For a team as talented and energized as the Houston Rockets, it’s wild how predictable their third-quarter drop-offs are becoming. You can almost set your timer to it. First half? Locked-in defense, smart ball movement, great pace. And then halftime hits, and suddenly everyone looks a step slow and two beats behind the rhythm.
We just watched it twice in 48 hours. They nearly blew a lead to Golden State because they came out of the locker room flat and let the Warriors rip off their usual mid-game surge. The next night in Utah? Same story-Houston looked great for two quarters, then the Jazz punched them in the mouth in the third, built a cushion, and the Rockets spent the rest of the night playing uphill.

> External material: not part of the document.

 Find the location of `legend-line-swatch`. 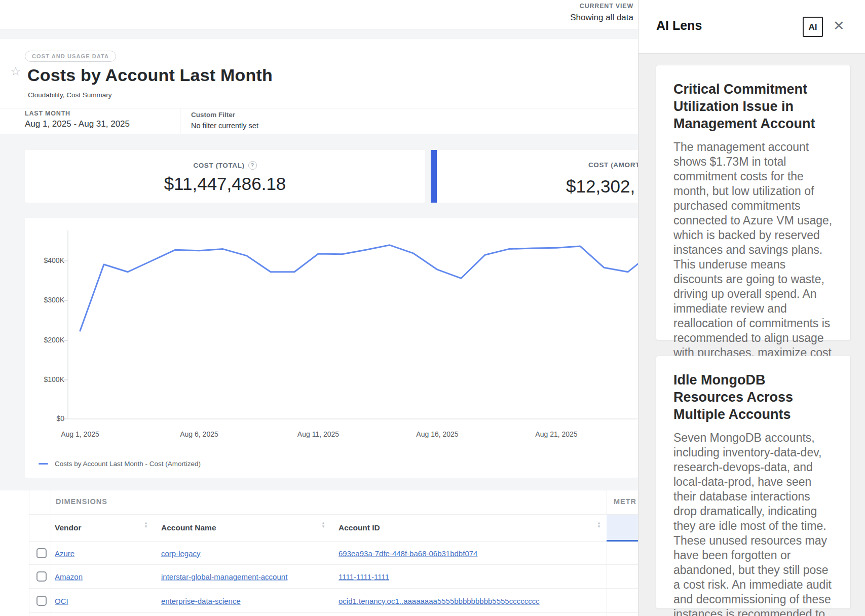

legend-line-swatch is located at coordinates (44, 464).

The pattern tracks across their entire win-loss history. Every time Houston gets in trouble, it’s almost always tied to the same thing: losing focus and giving up momentum right after halftime. Sometimes it’s bad shot selection. Sometimes it’s lazy closeouts or missed box-outs. Sometimes it’s just the effort dipping. But the through-line is the same- teams come out of the break ready to throw a punch, and Houston doesn’t always punch back soon enough.

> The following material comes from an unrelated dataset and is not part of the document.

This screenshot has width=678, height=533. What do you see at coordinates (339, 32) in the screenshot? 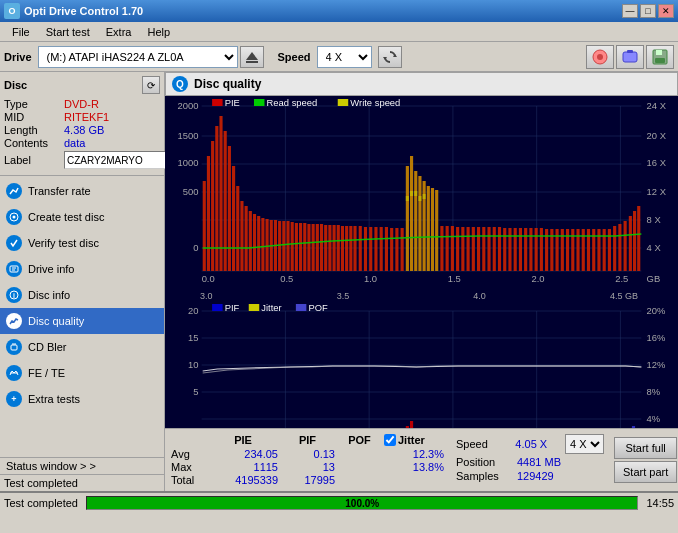
I see `menu-bar: File Start test Extra Help` at bounding box center [339, 32].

What’s frustrating is that the Rockets aren’t getting out-talented in these stretches; they’re getting out-executed. And ironically, they’re one of the best fourth-quarter teams in the league. They finish strong. They dig in. They close. But third quarters? That’s their blind spot.
The good news? It’s fixable. Completely. It’s focus, discipline, and intention-not talent. And once the Rockets figure out how to stop sleepwalking through the third, they stop being a “fun young team” and start looking like a real problem for anybody in the West.